Is AI SEO the Same as Traditional SEO?

No. Traditional SEO targets Google's ranked-list search results, where the goal is a click from a results page. AI SEO targets AI-generated answers, where a brand or piece of content is cited inside a synthesized response. The signals are different: traditional SEO weights backlinks and keyword relevance heavily, while AI SEO rewards entity clarity, factual specificity, structured content formats, and topical depth. Most effective content strategies address both simultaneously because the practices overlap more than they conflict.

What Does LLMO Stand for and Who Uses It?

LLMO stands for Large Language Model Optimization. It refers to the technical process of improving how LLMs represent, describe, and recommend a brand within their outputs. The term is used most often in enterprise and technical SEO contexts, where the focus is on model-level mechanics rather than content production workflows. For most marketers and SaaS teams, GEO covers the same territory in more accessible language.

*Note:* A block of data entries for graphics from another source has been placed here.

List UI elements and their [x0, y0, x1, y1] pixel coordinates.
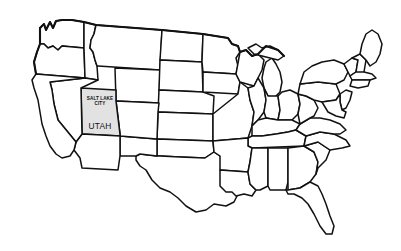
state-mississippi[interactable] [248, 148, 268, 190]
state-ohio[interactable] [278, 90, 300, 120]
state-oregon[interactable] [34, 44, 85, 78]
state-wyoming[interactable] [115, 68, 160, 103]
state-montana[interactable] [90, 25, 162, 70]
us-map-figure: SALT LAKE CITY UTAH [0, 0, 401, 251]
state-kansas[interactable] [157, 112, 213, 141]
state-new-york[interactable] [300, 60, 348, 84]
state-minnesota[interactable] [202, 34, 240, 74]
state-arizona[interactable] [74, 134, 120, 170]
state-alabama[interactable] [268, 148, 288, 190]
state-colorado[interactable] [116, 101, 159, 139]
state-nebraska[interactable] [158, 90, 214, 114]
state-connecticut-rhode-island[interactable] [350, 80, 370, 88]
state-iowa[interactable] [203, 72, 240, 94]
state-oklahoma[interactable] [157, 139, 214, 158]
state-north-dakota[interactable] [160, 30, 203, 62]
state-utah-highlighted[interactable] [81, 88, 120, 136]
us-map-svg [0, 0, 401, 251]
state-south-dakota[interactable] [159, 60, 203, 92]
state-outlines-group [32, 20, 382, 234]
state-massachusetts[interactable] [350, 72, 376, 80]
state-florida[interactable] [286, 182, 334, 234]
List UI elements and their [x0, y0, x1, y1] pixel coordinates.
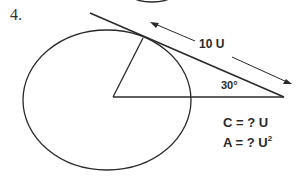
area-prompt: A = ? U2: [223, 134, 272, 150]
area-prompt-base: A = ? U: [223, 135, 268, 150]
arrowhead-lower-icon: [283, 79, 292, 84]
circle: [23, 30, 191, 170]
angle-label: 30°: [221, 79, 238, 91]
problem-number: 4.: [10, 6, 22, 24]
tangent-length-label: 10 U: [199, 37, 224, 51]
area-exponent: 2: [268, 134, 272, 143]
radius-line: [113, 38, 143, 97]
previous-figure-fragment: [128, 0, 176, 2]
diagram-graphic: [0, 0, 296, 180]
dimension-arrow-upper: [155, 24, 195, 41]
circumference-prompt: C = ? U: [223, 115, 268, 130]
arrowhead-upper-icon: [150, 22, 159, 28]
geometry-diagram: 4. 10 U 30° C = ? U A = ? U2: [0, 0, 296, 180]
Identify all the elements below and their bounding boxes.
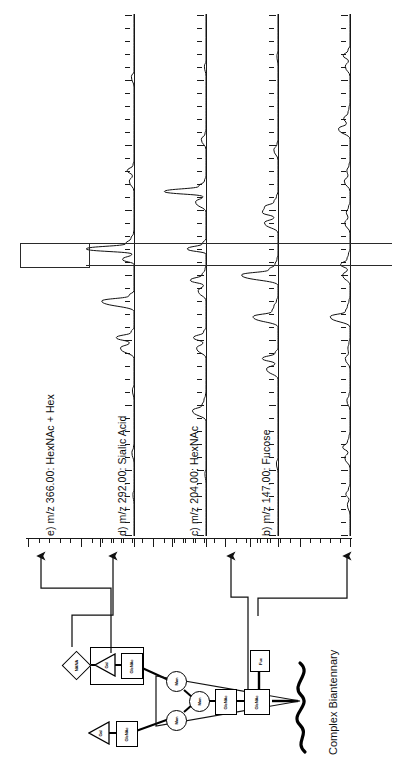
glycan-residue-glcnac-upper: GlcNAc — [121, 653, 143, 679]
glycan-residue-gal-lower: Gal — [88, 721, 110, 745]
glycan-eic-figure: e) m/z 366.00: HexNAc + Hex d) m/z 292.0… — [0, 0, 404, 765]
glycan-bonds — [0, 0, 404, 765]
glycan-residue-glcnac-core-2: GlcNAc — [215, 689, 237, 715]
peptide-backbone-squiggle — [297, 663, 305, 752]
glycan-residue-man-upper: Man — [166, 671, 187, 692]
glycan-residue-glcnac-core-1: GlcNAc — [244, 689, 270, 715]
glycan-residue-man-core: Man — [189, 691, 210, 712]
glycan-residue-gal-upper: Gal — [94, 653, 116, 677]
glycan-residue-man-lower: Man — [166, 710, 187, 731]
glycan-residue-fuc: Fuc — [250, 650, 270, 672]
glycan-structure-name: Complex Biantennary — [327, 650, 339, 755]
glycan-residue-glcnac-lower: GlcNAc — [116, 721, 138, 747]
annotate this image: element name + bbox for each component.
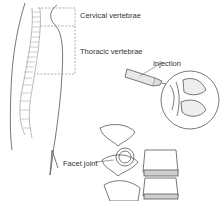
vertebrae-detail xyxy=(95,125,178,201)
label-cervical-vertebrae: Cervical vertebrae xyxy=(80,12,141,20)
spine-illustration: Cervical vertebrae Thoracic vertebrae In… xyxy=(0,0,224,201)
magnified-view xyxy=(161,71,219,129)
label-injection: Injection xyxy=(153,60,181,68)
illustration-drawing xyxy=(0,0,224,201)
spine-column xyxy=(20,8,41,138)
label-facet-joint: Facet joint xyxy=(63,160,98,168)
region-brackets xyxy=(35,8,75,74)
label-thoracic-vertebrae: Thoracic vertebrae xyxy=(80,48,143,56)
body-outline xyxy=(10,3,62,175)
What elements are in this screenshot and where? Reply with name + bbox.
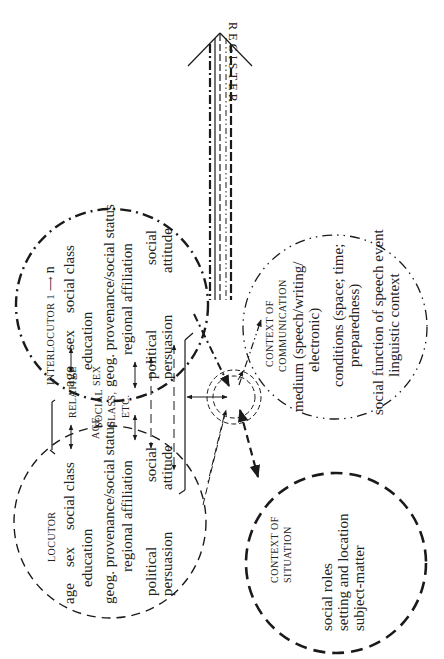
svg-text:ETC.: ETC. <box>120 395 131 418</box>
svg-text:SITUATION: SITUATION <box>282 526 293 583</box>
svg-text:SOCIAL: SOCIAL <box>93 389 104 428</box>
svg-text:CONTEXT OF: CONTEXT OF <box>269 516 280 583</box>
svg-text:setting and location: setting and location <box>335 513 351 631</box>
svg-text:subject-matter: subject-matter <box>351 545 367 631</box>
svg-text:medium (speech/writing/: medium (speech/writing/ <box>290 261 307 412</box>
svg-text:REGISTER: REGISTER <box>226 22 240 105</box>
svg-text:regional affiliation: regional affiliation <box>119 460 135 572</box>
svg-text:CONTEXT OF: CONTEXT OF <box>264 300 275 367</box>
svg-text:social: social <box>143 230 159 265</box>
svg-text:conditions (space; time;: conditions (space; time; <box>330 244 347 387</box>
svg-text:political: political <box>143 547 159 596</box>
svg-text:geog. provenance/social status: geog. provenance/social status <box>101 421 117 604</box>
context-situation-text: CONTEXT OF SITUATION social roles settin… <box>269 513 367 631</box>
svg-text:education: education <box>79 311 95 370</box>
register-label: REGISTER <box>226 22 240 105</box>
register-diagram: REGISTER INTERLOCUTOR 1 ⟶ n age sex soci… <box>0 0 444 659</box>
relative-title: RELATIVE <box>67 366 78 418</box>
locutor-title: LOCUTOR <box>46 511 57 562</box>
context-communication-text: CONTEXT OF COMMUNICATION medium (speech/… <box>264 228 402 415</box>
svg-text:social: social <box>143 447 159 482</box>
hub-arrows <box>187 314 261 505</box>
svg-text:attitude: attitude <box>159 228 175 273</box>
interlocutor-text: INTERLOCUTOR 1 ⟶ n age sex social class … <box>42 204 175 387</box>
svg-text:social roles: social roles <box>319 563 335 631</box>
svg-text:regional affiliation: regional affiliation <box>119 243 135 355</box>
svg-text:geog. provenance/social status: geog. provenance/social status <box>101 204 117 387</box>
svg-text:persuasion: persuasion <box>159 314 175 379</box>
interlocutor-title: INTERLOCUTOR 1 ⟶ n <box>42 266 57 385</box>
locutor-text: LOCUTOR age sex social class education g… <box>46 421 175 604</box>
svg-text:CLASS,: CLASS, <box>106 391 117 428</box>
svg-text:attitude: attitude <box>159 445 175 490</box>
relative-labels: RELATIVE AGE SEX SOCIAL CLASS, ETC. <box>67 365 131 439</box>
svg-text:social class: social class <box>61 245 77 313</box>
svg-text:electronic): electronic) <box>306 308 323 372</box>
svg-text:preparedness): preparedness) <box>346 284 363 367</box>
svg-text:sex: sex <box>61 547 77 567</box>
svg-text:education: education <box>79 528 95 587</box>
svg-text:persuasion: persuasion <box>159 531 175 596</box>
svg-text:social function of speech even: social function of speech event <box>370 228 386 415</box>
svg-text:sex: sex <box>61 330 77 350</box>
svg-text:social class: social class <box>61 462 77 530</box>
svg-text:political: political <box>143 330 159 379</box>
svg-text:COMMUNICATION: COMMUNICATION <box>277 279 288 372</box>
relative-sex: SEX <box>91 365 102 386</box>
svg-text:age: age <box>61 583 77 604</box>
svg-text:linguistic context: linguistic context <box>386 272 402 377</box>
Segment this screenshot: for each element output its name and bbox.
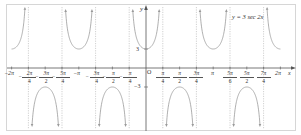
curve-arrow-up-icon [64,9,67,12]
curve-arrow-up-icon [266,7,269,10]
fraction-numerator: π [173,71,187,78]
curve-arrow-down-icon [165,124,168,127]
minus-sign: − [102,74,105,80]
curve-arrow-down-icon [124,124,127,127]
minus-sign: − [35,74,38,80]
x-tick-label-fraction: 7π4 [257,71,271,84]
minus-sign: − [52,74,55,80]
curve-arrow-down-icon [31,124,34,127]
x-axis-arrow-icon [291,66,296,70]
y-axis-arrow-icon [144,5,148,10]
x-tick-label-neg2pi: −2π [4,70,14,76]
x-tick-label-fraction: 3π4 [189,71,203,84]
sec-curve-segment [267,9,280,49]
sec-graph: y = 3 sec 2x y x O 3 −3 −2π −π π 2π −2π4… [0,0,301,135]
curve-arrow-up-icon [225,9,228,12]
fraction-numerator: 5π [240,71,254,78]
curve-arrow-down-icon [57,124,60,127]
curve-arrow-down-icon [98,124,101,127]
sec-curve-segment [66,11,92,49]
fraction-denominator: 4 [156,78,170,84]
x-tick-label-fraction: −π4 [123,71,137,84]
fraction-denominator: 2 [240,78,254,84]
curve-arrow-up-icon [199,9,202,12]
minus-sign: − [119,74,122,80]
curve-arrow-down-icon [259,124,262,127]
fraction-denominator: 4 [123,78,137,84]
curve-arrow-up-icon [24,7,27,10]
x-tick-label-negpi: −π [73,70,80,76]
fraction-numerator: π [156,71,170,78]
fraction-numerator: π [123,71,137,78]
curve-arrow-down-icon [191,124,194,127]
x-tick-label-fraction: π4 [156,71,170,84]
sec-curve-segment [166,87,192,125]
origin-label: O [147,69,151,75]
fraction-numerator: 7π [257,71,271,78]
equation-label: y = 3 sec 2x [232,13,263,20]
minus-sign: − [18,74,21,80]
fraction-denominator: 4 [56,78,70,84]
curve-arrow-up-icon [91,9,94,12]
fraction-denominator: 4 [257,78,271,84]
curve-arrow-up-icon [132,9,135,12]
x-axis-label: x [288,70,291,76]
x-tick-label-fraction: −5π4 [56,71,70,84]
curve-arrow-down-icon [232,124,235,127]
sec-curve-segment [32,87,58,125]
x-tick-label-pi: π [211,70,214,76]
sec-curve-segment [234,87,260,125]
y-axis-label: y [140,6,143,13]
fraction-denominator: 2 [173,78,187,84]
x-tick-label-2pi: 2π [275,70,281,76]
x-tick-label-fraction: 5π2 [240,71,254,84]
fraction-denominator: 6 [223,78,237,84]
fraction-numerator: 5π [223,71,237,78]
minus-sign: − [86,74,89,80]
curve-arrow-up-icon [158,9,161,12]
fraction-denominator: 4 [189,78,203,84]
plot-area [0,0,301,135]
fraction-numerator: 3π [189,71,203,78]
sec-curve-segment [200,11,226,49]
fraction-numerator: 5π [56,71,70,78]
sec-curve-segment [12,9,25,49]
y-tick-label-3: 3 [136,46,139,52]
sec-curve-segment [99,87,125,125]
x-tick-label-fraction: 5π6 [223,71,237,84]
x-tick-label-fraction: π2 [173,71,187,84]
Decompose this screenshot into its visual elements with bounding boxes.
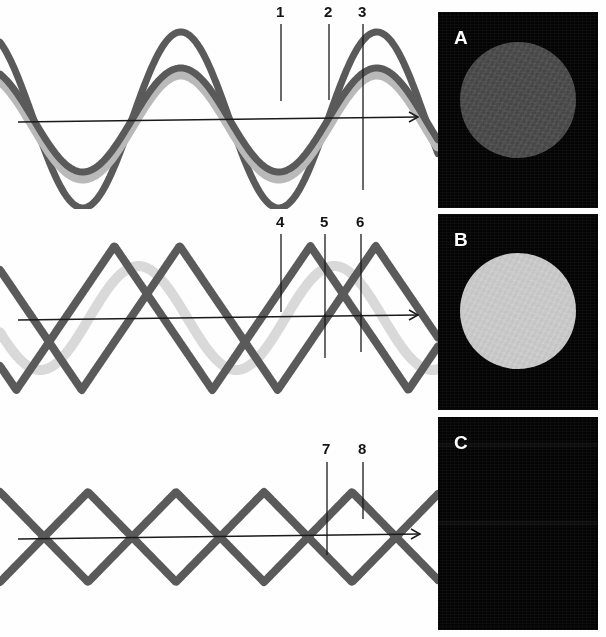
- image-panel-a-letter: A: [454, 28, 468, 47]
- callout-label-2: 2: [324, 4, 332, 19]
- image-panel-b: B: [438, 214, 598, 410]
- image-panel-a-disc-texture: [460, 42, 576, 158]
- image-panel-b-disc-texture: [460, 253, 576, 369]
- image-panel-c-scan-streak-lower: [438, 521, 598, 525]
- callout-label-6: 6: [356, 214, 364, 229]
- callout-label-8: 8: [358, 441, 366, 456]
- image-panel-c: C: [438, 417, 598, 630]
- callout-label-1: 1: [276, 4, 284, 19]
- figure-root: 12345678 ABC: [0, 0, 606, 637]
- image-panel-a: A: [438, 12, 598, 208]
- callout-label-7: 7: [322, 441, 330, 456]
- image-panel-b-disc: [460, 253, 576, 369]
- image-panel-c-letter: C: [454, 433, 468, 452]
- image-panel-a-disc: [460, 42, 576, 158]
- callout-label-4: 4: [276, 214, 284, 229]
- callout-label-5: 5: [320, 214, 328, 229]
- image-panel-b-letter: B: [454, 230, 468, 249]
- callout-label-3: 3: [358, 4, 366, 19]
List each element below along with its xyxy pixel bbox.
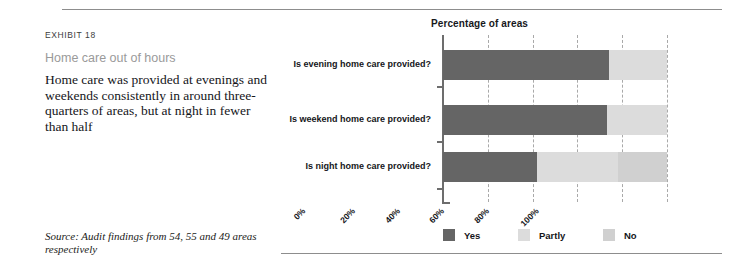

How Do I Know Which Term to Use With Clients?

Use "AI SEO" when speaking with clients who are unfamiliar with the space – it maps naturally to what they already know. Switch to "GEO" when discussing citation-specific content strategy with practitioners or content teams. Use "AI visibility" when presenting performance metrics and measurement. Matching terminology to the audience's fluency level reduces confusion and builds credibility.

Does Optimizing for AI Citation Hurt Traditional Search Rankings?

No. The content practices that improve AI citation – direct opening answers, structured sections, question-format headings, factual specificity, and self-contained FAQ blocks – also align with what Google rewards in traditional search. A page written for AI citation tends to perform at least as well in traditional search, and often better, because clarity and structure are signals both systems reward. AI search and traditional Google search differ in their ranking mechanisms but share a preference for authoritative, well-organized content.

How Is AI Visibility Measured?

AI visibility is measured by querying AI platforms – ChatGPT, Claude, Gemini, Perplexity, Google AI Mode with the search queries your target audience uses, then tracking whether your brand is mentioned, how it is described, and how often. Manual querying works for spot checks but does not scale. Platforms designed for this purpose run continuous scans across multiple AI systems and return citation frequency, sentiment, and competitive positioning data. Without systematic measurement, you have no feedback loop for determining whether GEO or LLMO efforts are producing results.

What to Do Now

The terminology in this field is less important than the underlying practices. Start with clarity on your goal – citation, visibility measurement, or production efficiency and choose the term that communicates that goal accurately to your team and clients.

  1. Audit which term your team currently uses and whether everyone means the same thing by it.
  2. Map your existing content to the correct practice: GEO for AI citation, AEO for featured snippets, LLMO for brand accuracy in model outputs.
  3. Add schema markup to your highest-priority pages – FAQPage and Article schema are the fastest wins.
  4. Build a content cluster rather than isolated articles; topical depth is what earns consistent AI citation, not individual well-written pages.
  5. Set up measurement – query the major AI platforms for your core topics and record where you appear today, so you have a baseline to improve against.
  6. Track your AI visibility with AuthorityStack.ai and get your brand recommended by AI.